Port a public ip to the lan through nat

i am implementing a new nat router for my customer network. Most of my customers use a private address, but some are using public ip addresses directly. My isp has allotted me a block of addresses that some of my customers need for servers, etc.. In the web interface on my old router (Edimax pri-684) it has something it calls Public DMZ where you can have the following:

(isp) ↔ Nat Router(public address1) ↔ Customer(public address2)

The only way i’ve made it work is an obvious security risk, and probably poses other problems too. I have created a bridge and added my lan and wan port to it. This way public address works on my network, and private local addresses work. But i cannot keep it this way i need to figure out how to route the ip in.

I tried using src-nat and dst-nat, but the route list assumes that my customers public address is on the wan, so i added a static arp entry showing that the customer public ip is on the lan, however routing was still not working.

Any suggestions or ideas? I know it can be done because my old router could do it.

Thanks!

Did they give you a range where you make your router the gateway for that range, or did they just give you a specific number of publics where you have to make their router the gateway?

  1. use one-to-one nat
    or
  2. splite your ip address in two range , and then , use the MT as router
    so your lan user can use 1 part of this two range

To answer the first question, my isp gave me a block of 5 ip addresses for me to assign to devices. My isp’s router is the gateway.
I actually have connections from 3 different isps and i have 5 ip addresses available on each, i hope to load balance the three together and distribute some of the ips to my customers. I think i have most everything worked out of except this little problem.

I think what i am trying to do is called one to one nat in some routers. i tried every different combinations of configurations of nat, under firewall. I havent yet tried anything with the nat or broute options under the bridge menu however, i probably will tomorrow.
i will post if i get it to work as one-to one nat

just use src-Nat and dst-nat, is like public ip were in lan client, i use it and is great.
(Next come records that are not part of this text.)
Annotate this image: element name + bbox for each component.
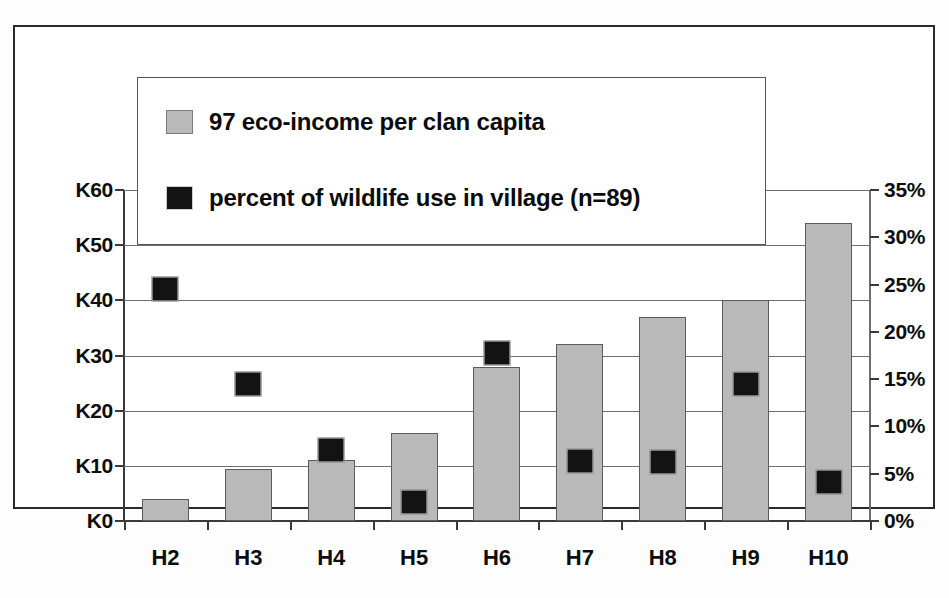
x-tick-mark xyxy=(290,521,292,530)
left-axis-tick-label: K0 xyxy=(87,509,113,533)
left-axis-tick-label: K30 xyxy=(75,344,113,368)
right-axis-tick-label: 30% xyxy=(884,225,925,249)
x-axis-tick-label: H2 xyxy=(151,545,179,571)
right-tick-mark xyxy=(870,425,879,427)
x-axis-tick-label: H9 xyxy=(732,545,760,571)
data-point-marker[interactable] xyxy=(152,277,179,302)
left-axis-tick-label: K40 xyxy=(75,288,113,312)
left-tick-mark xyxy=(115,410,124,412)
x-axis-tick-label: H8 xyxy=(649,545,677,571)
right-axis-tick-label: 15% xyxy=(884,367,925,391)
x-tick-mark xyxy=(373,521,375,530)
legend-label-eco-income: 97 eco-income per clan capita xyxy=(209,108,545,136)
x-tick-mark xyxy=(456,521,458,530)
right-axis-tick-label: 25% xyxy=(884,273,925,297)
bar[interactable] xyxy=(722,300,769,521)
right-tick-mark xyxy=(870,284,879,286)
data-point-marker[interactable] xyxy=(235,371,262,396)
data-point-marker[interactable] xyxy=(815,470,842,495)
right-tick-mark xyxy=(870,473,879,475)
left-tick-mark xyxy=(115,244,124,246)
x-tick-mark xyxy=(124,521,126,530)
category-column: H10 xyxy=(787,190,870,521)
right-tick-mark xyxy=(870,331,879,333)
bar[interactable] xyxy=(225,469,272,521)
right-tick-mark xyxy=(870,236,879,238)
marker-swatch-icon xyxy=(166,186,193,210)
left-tick-mark xyxy=(115,299,124,301)
bar[interactable] xyxy=(639,317,686,521)
right-axis-tick-label: 35% xyxy=(884,178,925,202)
left-axis-tick-label: K50 xyxy=(75,233,113,257)
right-axis-tick-label: 10% xyxy=(884,414,925,438)
left-axis-tick-label: K20 xyxy=(75,399,113,423)
x-axis-tick-label: H4 xyxy=(317,545,345,571)
bar[interactable] xyxy=(473,367,520,521)
left-tick-mark xyxy=(115,355,124,357)
right-axis-tick-label: 5% xyxy=(884,462,914,486)
chart-page: K0K10K20K30K40K50K60 0%5%10%15%20%25%30%… xyxy=(0,0,949,598)
left-axis-tick-label: K60 xyxy=(75,178,113,202)
right-axis-tick-label: 20% xyxy=(884,320,925,344)
x-tick-mark xyxy=(621,521,623,530)
legend-item-wildlife-use: percent of wildlife use in village (n=89… xyxy=(166,184,640,212)
left-tick-mark xyxy=(115,189,124,191)
left-tick-mark xyxy=(115,465,124,467)
legend-label-wildlife-use: percent of wildlife use in village (n=89… xyxy=(209,184,640,212)
x-axis-tick-label: H6 xyxy=(483,545,511,571)
x-tick-mark xyxy=(207,521,209,530)
x-tick-mark xyxy=(787,521,789,530)
bar-swatch-icon xyxy=(166,110,193,134)
data-point-marker[interactable] xyxy=(649,450,676,475)
data-point-marker[interactable] xyxy=(732,371,759,396)
bar[interactable] xyxy=(308,460,355,521)
left-axis-tick-label: K10 xyxy=(75,454,113,478)
bar[interactable] xyxy=(142,499,189,521)
data-point-marker[interactable] xyxy=(318,438,345,463)
x-tick-mark xyxy=(704,521,706,530)
right-tick-mark xyxy=(870,189,879,191)
x-axis-tick-label: H7 xyxy=(566,545,594,571)
right-tick-mark xyxy=(870,378,879,380)
x-axis-tick-label: H3 xyxy=(234,545,262,571)
right-axis-tick-label: 0% xyxy=(884,509,914,533)
bar[interactable] xyxy=(556,344,603,521)
data-point-marker[interactable] xyxy=(401,490,428,515)
legend-item-eco-income: 97 eco-income per clan capita xyxy=(166,108,545,136)
data-point-marker[interactable] xyxy=(566,449,593,474)
x-tick-mark xyxy=(538,521,540,530)
chart-legend: 97 eco-income per clan capita percent of… xyxy=(137,77,766,245)
left-tick-mark xyxy=(115,520,124,522)
chart-frame: K0K10K20K30K40K50K60 0%5%10%15%20%25%30%… xyxy=(13,25,935,509)
x-axis-tick-label: H10 xyxy=(808,545,848,571)
x-tick-mark xyxy=(870,521,872,530)
data-point-marker[interactable] xyxy=(483,340,510,365)
x-axis-tick-label: H5 xyxy=(400,545,428,571)
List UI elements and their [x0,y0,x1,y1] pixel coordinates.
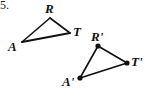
preimage-triangle-ART [22,18,70,42]
vertex-label-R-prime: R' [91,30,103,43]
vertex-label-T: T [73,25,81,38]
vertex-dot-A-prime [77,75,82,80]
segment-R-prime-T-prime [98,46,127,63]
segment-TA [22,33,70,42]
vertex-label-T-prime: T' [131,55,143,68]
image-triangle-A-prime-R-prime-T-prime [77,43,129,80]
vertex-dot-T-prime [124,60,129,65]
vertex-label-R: R [45,2,54,15]
vertex-dot-R-prime [95,43,100,48]
segment-RT [50,18,70,33]
geometry-figure: 5. A R T A' R' T' [0,0,145,102]
vertex-label-A: A [8,40,17,53]
vertex-label-A-prime: A' [62,75,74,88]
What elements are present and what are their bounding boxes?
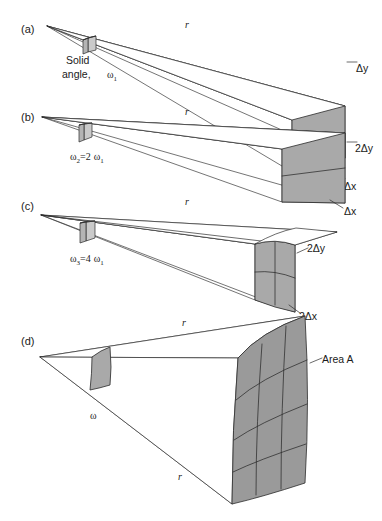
panel-c-label: (c) — [21, 200, 34, 212]
panel-d-side-face — [40, 357, 238, 504]
panel-d-label: (d) — [21, 335, 34, 347]
panel-b-radius-label: r — [185, 106, 189, 117]
panel-d-area-leader — [310, 358, 322, 363]
panel-c-unit-block — [80, 221, 95, 243]
panel-c-relation-subscript: 1 — [100, 259, 104, 267]
panel-c-omega-relation: ω3=4ω1 — [70, 253, 104, 267]
panel-a-caption-line2: angle, — [62, 68, 91, 80]
figure-canvas: (a) r Solid an — [0, 0, 382, 521]
panel-c-height-label: 2Δy — [307, 242, 326, 254]
panel-d-omega: ω — [90, 410, 97, 421]
panel-b-label: (b) — [21, 111, 34, 123]
panel-d-radius-label-top: r — [182, 317, 186, 328]
panel-b-unit-block — [79, 123, 92, 142]
panel-b-omega-relation: ω2=2ω1 — [70, 151, 104, 165]
panel-a-omega: ω1 — [107, 69, 118, 83]
panel-b-width-label: Δx — [344, 205, 357, 217]
panel-c: (c) r ω3=4ω1 — [21, 196, 337, 322]
panel-b-height-label: 2Δy — [355, 142, 374, 154]
panel-a-radius-label: r — [185, 19, 189, 30]
panel-a-label: (a) — [21, 23, 34, 35]
panel-d: (d) r r ω — [21, 316, 354, 504]
panel-b-relation: =2 — [80, 151, 91, 162]
panel-d-area-label: Area A — [322, 353, 354, 365]
panel-a-height-label: Δy — [356, 62, 369, 74]
panel-a-omega-subscript: 1 — [114, 75, 118, 83]
panel-c-radius-label: r — [185, 196, 189, 207]
panel-d-radius-label-bottom: r — [178, 471, 182, 482]
panel-c-relation: =4 — [80, 253, 91, 264]
solid-angle-figure: (a) r Solid an — [0, 0, 382, 521]
panel-a-width-label: Δx — [344, 180, 357, 192]
panel-a-caption-line1: Solid — [66, 54, 90, 66]
panel-b-relation-subscript: 1 — [100, 157, 104, 165]
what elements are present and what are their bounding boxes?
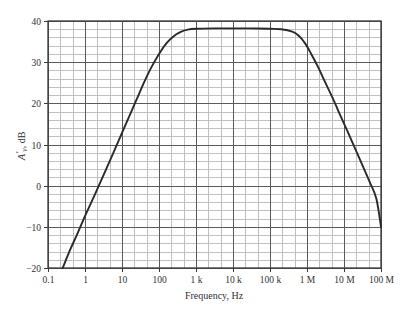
y-tick-label: −20: [26, 264, 41, 274]
x-tick-label: 1 k: [191, 275, 203, 285]
svg-text:A′v, dB: A′v, dB: [14, 131, 29, 161]
y-tick-label: −10: [26, 223, 41, 233]
frequency-response-figure: −20−10010203040 0.11101001 k10 k100 k1 M…: [0, 0, 410, 312]
y-tick-label: 30: [32, 58, 42, 68]
y-tick-label: 20: [32, 99, 42, 109]
x-tick-label: 100: [152, 275, 167, 285]
x-tick-label: 0.1: [43, 275, 55, 285]
x-tick-label: 10: [118, 275, 128, 285]
x-axis-title: Frequency, Hz: [185, 290, 244, 301]
x-tick-label: 1: [83, 275, 88, 285]
x-tick-label: 1 M: [300, 275, 316, 285]
x-tick-label: 100 k: [260, 275, 282, 285]
y-tick-label: 40: [32, 17, 42, 27]
x-tick-label: 10 M: [334, 275, 355, 285]
y-tick-label: 10: [32, 141, 42, 151]
frequency-response-chart: −20−10010203040 0.11101001 k10 k100 k1 M…: [0, 0, 410, 312]
x-tick-label: 100 M: [369, 275, 395, 285]
y-axis-title: A′v, dB: [14, 131, 29, 161]
y-axis-units: , dB: [16, 131, 27, 148]
x-tick-label: 10 k: [225, 275, 242, 285]
y-tick-label: 0: [36, 182, 41, 192]
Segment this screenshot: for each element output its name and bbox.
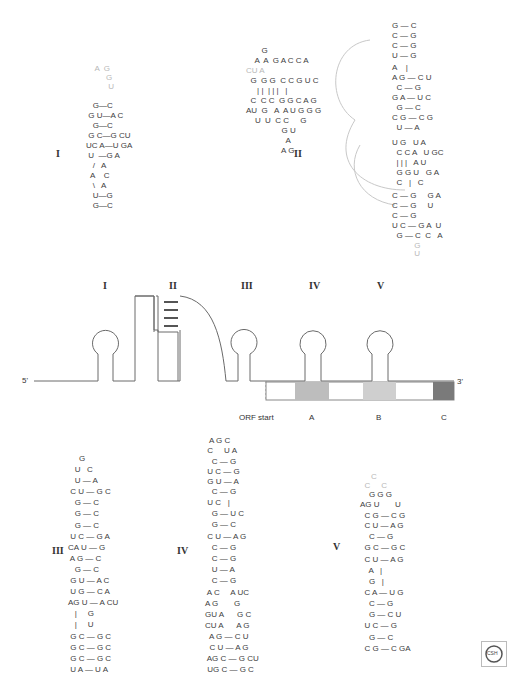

I had originally tried using regular src and dst nats but it did not work. It seemed like i needed special routes set up to tell the MT box that the certain public ip is on my private interface. I couldn’t set up any routes to make it work.
I ended up making a eoip tunnel between my router and a virtual ap. Then i made a mac bridge between the public interface on my router and the eoip tunnel.
This does the job nicely, but it makes it so that that particular traffic is not processed by my bandwidth management/billing server (a non MT bridge device between my router and aps). But that is OK because i do not have a lot of customers needing this type of setup, i can just turn them on and off and bandwidth control manually at the router.